FOULNESS ( Statement of a member’s opinion, edited by Bob Parris, chiefly from information in the local press)
In a few years from now, a giant four-engined Jumbo-jet will roar up into the Essex sky every minute from runways on the Maplin Sands. Others will be making their approach for the landing from ‘stacking areas’ over Chelmsford and the Isle of Thanet. Many more will be circling round these areas waiting their turn to land. The noise will be heard over half of Essex and Kent.
A six-lane motorway will cross the river Roach from Foulness Island on its way to the capital. A few years later, huge supertankers and container ships will begin to nudge their way through the Barrow Deep into Foulness Docks. Commuters will drive daily across the Crouch, to and from the airport, from housing estates and blocks of flats on Dengie marshes. The first Boeing 747 Jumbo-jet has already flown. The first one to land at Heathrow is expected in February. B.O.A.C. hope to have several in service by next summer. The supersonic Concorde has now reached 960 mph on trial. The pressure is already on.
Early in 1970 the final stage five hearings of the Roskill Commission inquiry into the best site for the third London Airport take place. The decision will not be put off a second time, as it was when Stanstead was first chosen. Essex County Council has already come out in favour of the Foulness scheme. Transfer of the army’s firing range at Shoeburyness to Pembrey in Carmarthen Bay is already under way. So it seems that, short of a miracle, we shall have to face the hard facts.
If the go-ahead is given, work could commence almost immediately. Dutch experts will probably be called in to supervise the construction of the runways of the Maplin Sands. The Dutch have said they could have the equipment on the Foulness site “ready to go” in weeks.
Let us now consider the noise nuisance. Map 1 shows the proposals for the aircraft flight paths (note the ‘stacking areas’ over Chelmsford and Thanet). This shows the fallacy of the assumption that because the airport will be on the coast, there will be little noise over land. As can be seen from the approach paths, more planes will make their run-in over the land than over the sea, and the majority of take-offs (when greatest noise occurs) will be over land as a result of the existing area routes and prevailing south-westerly winds.
Map 2 shows estimated aircraft noise levels indicated by NNI (Noise and Number Index), but, unlike the Roskill Commission, no reduction in aircraft engine noise level in the next ten years is assumed. If the Commission’s assumed reduction in levels of 10 NNI as a result of better engine design does occur, then it will undoubtedly be offset by the larger engines now being fitted to the larger and heavier aircraft. There will also be a considerable risk of a crash due to the number of seabirds that populate the area. According to a leading ornithologist, Dr. William Bourne, the area is populated by between five and ten thousand high-flying Brent Geese between November and March, and by anything between 10,000 and 200,000 gulls (a large bird sucked into a jet intake can cause the engine to cut-out). No other airport in the world has such a high bird population.
If you still think all this is exaggerated, try sailing your boat from Woodbridge down the Deben and round to Aldeburgh when the U.S.A.F is exercising its air power.
In addition, raising the level of the Maplin Sands will inevitably cause tidal changes. There could be serious silting in the Medway. The tidal rate in the Blackwater and Crouch might increase. Thus one of the finest sailing areas in the south, one of the largest areas of safe, sheltered waters on which to learn to sail will be lost forever. This will not worry the majority of people. The hundreds of thousands of visitors who flock to places like Southend and Clacton probably won’t mind a bit more noise. Already our Essex rivers are noisy enough at summer week-ends, what with outboards, water skiers and transistor radios. But if you have grown to appreciate the peace and solitude that can be found in an Essex creek when the crowds have gone home; when the only sounds are the cries of the gull, the oystercatcher, plover, curlew and duck, and in winter the geese; the running of the tide through the saltings; the wind in the rigging… then you will suffer a great loss. The real tragedy of all this is that future generations won’t even have the choice.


- _ACTIVITY_: Your response should consist of every line below, reproduced without alteration.

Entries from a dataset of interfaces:
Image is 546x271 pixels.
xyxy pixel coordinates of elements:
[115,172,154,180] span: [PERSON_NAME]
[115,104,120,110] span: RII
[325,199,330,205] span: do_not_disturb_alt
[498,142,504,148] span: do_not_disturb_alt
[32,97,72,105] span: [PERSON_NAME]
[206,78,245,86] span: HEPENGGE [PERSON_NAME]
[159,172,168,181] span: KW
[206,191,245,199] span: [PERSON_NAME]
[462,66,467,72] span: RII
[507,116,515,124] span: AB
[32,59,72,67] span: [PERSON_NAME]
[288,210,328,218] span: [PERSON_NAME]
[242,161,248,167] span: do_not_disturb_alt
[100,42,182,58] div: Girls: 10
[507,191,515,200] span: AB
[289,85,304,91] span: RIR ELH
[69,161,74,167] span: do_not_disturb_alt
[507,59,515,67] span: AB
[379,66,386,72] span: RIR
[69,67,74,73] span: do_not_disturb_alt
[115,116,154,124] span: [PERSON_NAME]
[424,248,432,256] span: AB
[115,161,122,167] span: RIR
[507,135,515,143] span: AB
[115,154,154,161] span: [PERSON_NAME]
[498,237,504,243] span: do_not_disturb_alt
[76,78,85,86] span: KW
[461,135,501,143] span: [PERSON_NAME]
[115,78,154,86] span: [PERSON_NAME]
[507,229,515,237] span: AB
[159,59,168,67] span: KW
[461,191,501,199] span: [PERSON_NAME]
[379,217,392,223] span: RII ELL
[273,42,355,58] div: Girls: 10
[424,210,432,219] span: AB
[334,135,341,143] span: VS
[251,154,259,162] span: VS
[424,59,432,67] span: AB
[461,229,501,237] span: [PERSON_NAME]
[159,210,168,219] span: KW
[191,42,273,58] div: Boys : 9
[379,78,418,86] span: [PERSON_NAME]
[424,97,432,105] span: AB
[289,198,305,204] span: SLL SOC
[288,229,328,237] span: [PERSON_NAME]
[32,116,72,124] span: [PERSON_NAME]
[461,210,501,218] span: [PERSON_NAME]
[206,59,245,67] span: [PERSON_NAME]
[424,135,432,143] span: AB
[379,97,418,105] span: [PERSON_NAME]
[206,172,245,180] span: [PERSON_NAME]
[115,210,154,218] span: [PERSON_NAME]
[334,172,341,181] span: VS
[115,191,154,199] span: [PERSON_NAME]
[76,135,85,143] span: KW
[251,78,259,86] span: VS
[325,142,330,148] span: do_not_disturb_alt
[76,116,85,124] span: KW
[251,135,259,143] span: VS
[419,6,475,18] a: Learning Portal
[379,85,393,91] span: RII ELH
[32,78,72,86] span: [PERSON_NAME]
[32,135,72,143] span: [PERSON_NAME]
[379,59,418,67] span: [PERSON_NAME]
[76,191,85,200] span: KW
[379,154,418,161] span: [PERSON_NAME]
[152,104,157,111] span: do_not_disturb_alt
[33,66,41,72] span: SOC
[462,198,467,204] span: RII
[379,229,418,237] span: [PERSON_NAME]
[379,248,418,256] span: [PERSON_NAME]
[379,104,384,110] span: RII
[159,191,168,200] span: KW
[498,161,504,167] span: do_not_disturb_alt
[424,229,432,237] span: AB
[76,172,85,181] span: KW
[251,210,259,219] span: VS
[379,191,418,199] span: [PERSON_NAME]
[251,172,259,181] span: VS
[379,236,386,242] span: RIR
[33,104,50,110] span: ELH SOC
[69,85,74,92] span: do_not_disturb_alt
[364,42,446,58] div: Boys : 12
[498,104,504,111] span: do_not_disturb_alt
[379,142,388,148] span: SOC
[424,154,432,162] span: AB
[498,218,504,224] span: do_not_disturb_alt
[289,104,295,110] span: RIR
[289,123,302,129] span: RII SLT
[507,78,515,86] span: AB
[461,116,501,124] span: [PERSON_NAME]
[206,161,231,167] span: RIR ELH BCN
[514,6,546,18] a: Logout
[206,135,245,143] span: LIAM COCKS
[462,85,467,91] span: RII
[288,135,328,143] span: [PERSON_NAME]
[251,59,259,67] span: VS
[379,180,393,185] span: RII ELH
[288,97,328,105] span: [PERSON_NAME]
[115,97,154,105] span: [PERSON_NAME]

- _ANSWER TO THE PROBLEM_:
Image is 546x271 pixels.
xyxy pixel coordinates of elements:
[115,172,154,180] span: [PERSON_NAME]
[115,104,120,110] span: RII
[325,199,330,205] span: do_not_disturb_alt
[498,142,504,148] span: do_not_disturb_alt
[32,97,72,105] span: [PERSON_NAME]
[206,78,245,86] span: HEPENGGE [PERSON_NAME]
[159,172,168,181] span: KW
[206,191,245,199] span: [PERSON_NAME]
[462,66,467,72] span: RII
[507,116,515,124] span: AB
[32,59,72,67] span: [PERSON_NAME]
[288,210,328,218] span: [PERSON_NAME]
[242,161,248,167] span: do_not_disturb_alt
[100,42,182,58] div: Girls: 10
[507,191,515,200] span: AB
[289,85,304,91] span: RIR ELH
[69,161,74,167] span: do_not_disturb_alt
[507,59,515,67] span: AB
[379,66,386,72] span: RIR
[69,67,74,73] span: do_not_disturb_alt
[115,116,154,124] span: [PERSON_NAME]
[424,248,432,256] span: AB
[115,161,122,167] span: RIR
[507,135,515,143] span: AB
[115,154,154,161] span: [PERSON_NAME]
[498,237,504,243] span: do_not_disturb_alt
[76,78,85,86] span: KW
[461,135,501,143] span: [PERSON_NAME]
[115,78,154,86] span: [PERSON_NAME]
[507,229,515,237] span: AB
[159,59,168,67] span: KW
[461,191,501,199] span: [PERSON_NAME]
[379,217,392,223] span: RII ELL
[273,42,355,58] div: Girls: 10
[424,210,432,219] span: AB
[334,135,341,143] span: VS
[251,154,259,162] span: VS
[424,59,432,67] span: AB
[461,229,501,237] span: [PERSON_NAME]
[159,210,168,219] span: KW
[191,42,273,58] div: Boys : 9
[379,78,418,86] span: [PERSON_NAME]
[424,97,432,105] span: AB
[289,198,305,204] span: SLL SOC
[288,229,328,237] span: [PERSON_NAME]
[32,116,72,124] span: [PERSON_NAME]
[461,210,501,218] span: [PERSON_NAME]
[206,59,245,67] span: [PERSON_NAME]
[424,135,432,143] span: AB
[379,97,418,105] span: [PERSON_NAME]
[206,172,245,180] span: [PERSON_NAME]
[115,210,154,218] span: [PERSON_NAME]
[334,172,341,181] span: VS
[115,191,154,199] span: [PERSON_NAME]
[76,135,85,143] span: KW
[251,78,259,86] span: VS
[325,142,330,148] span: do_not_disturb_alt
[76,116,85,124] span: KW
[251,135,259,143] span: VS
[419,6,475,18] a: Learning Portal
[379,85,393,91] span: RII ELH
[32,78,72,86] span: [PERSON_NAME]
[32,135,72,143] span: [PERSON_NAME]
[379,59,418,67] span: [PERSON_NAME]
[76,191,85,200] span: KW
[379,154,418,161] span: [PERSON_NAME]
[152,104,157,111] span: do_not_disturb_alt
[33,66,41,72] span: SOC
[462,198,467,204] span: RII
[379,229,418,237] span: [PERSON_NAME]
[379,248,418,256] span: [PERSON_NAME]
[379,104,384,110] span: RII
[159,191,168,200] span: KW
[498,161,504,167] span: do_not_disturb_alt
[424,229,432,237] span: AB
[76,172,85,181] span: KW
[251,210,259,219] span: VS
[379,191,418,199] span: [PERSON_NAME]
[251,172,259,181] span: VS
[379,236,386,242] span: RIR
[33,104,50,110] span: ELH SOC
[69,85,74,92] span: do_not_disturb_alt
[364,42,446,58] div: Boys : 12
[498,104,504,111] span: do_not_disturb_alt
[379,142,388,148] span: SOC
[424,154,432,162] span: AB
[498,218,504,224] span: do_not_disturb_alt
[289,104,295,110] span: RIR
[289,123,302,129] span: RII SLT
[507,78,515,86] span: AB
[461,116,501,124] span: [PERSON_NAME]
[206,161,231,167] span: RIR ELH BCN
[514,6,546,18] a: Logout
[206,135,245,143] span: LIAM COCKS
[462,85,467,91] span: RII
[288,135,328,143] span: [PERSON_NAME]
[251,59,259,67] span: VS
[379,180,393,185] span: RII ELH
[288,97,328,105] span: [PERSON_NAME]
[115,97,154,105] span: [PERSON_NAME]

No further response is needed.